Work order. What is needed is an exact copy of every entry below, minus the images.

Stored data entries.
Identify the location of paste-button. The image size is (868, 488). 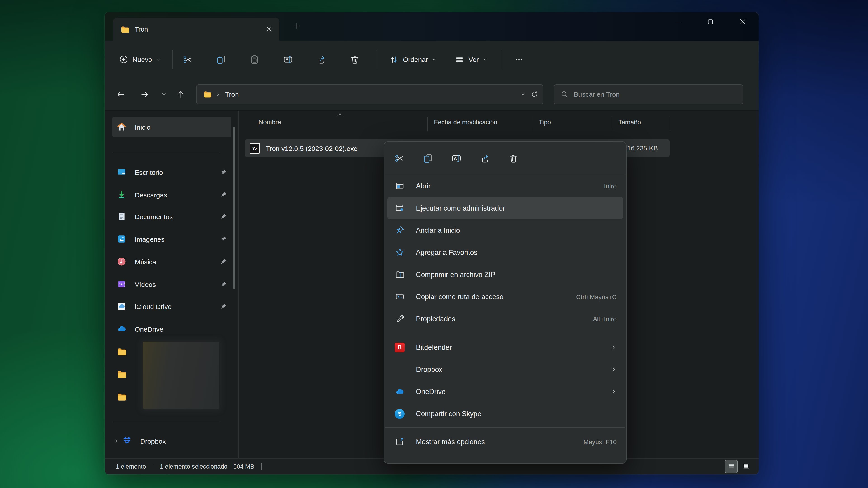
(255, 59).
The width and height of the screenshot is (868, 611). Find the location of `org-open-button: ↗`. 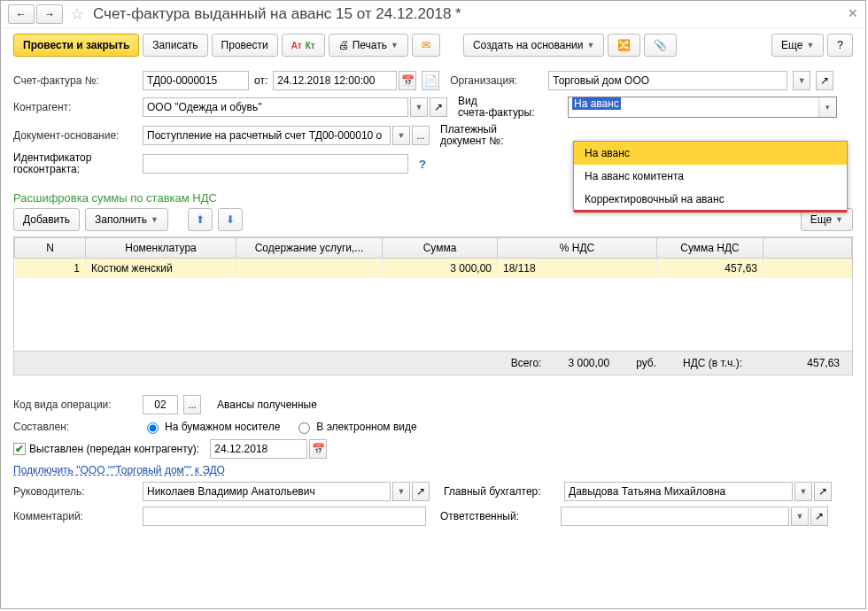

org-open-button: ↗ is located at coordinates (825, 81).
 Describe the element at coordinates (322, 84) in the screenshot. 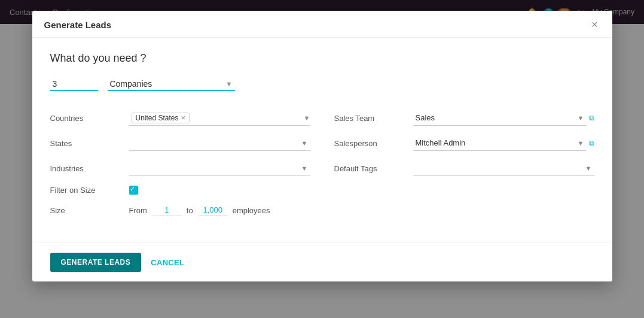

Exercise answer.
Identify the location of paste-button. The image size is (868, 488). 
(255, 59).
The width and height of the screenshot is (868, 611). Find the location of `org-open-button: ↗`. 

org-open-button: ↗ is located at coordinates (825, 81).
 Describe the element at coordinates (322, 84) in the screenshot. 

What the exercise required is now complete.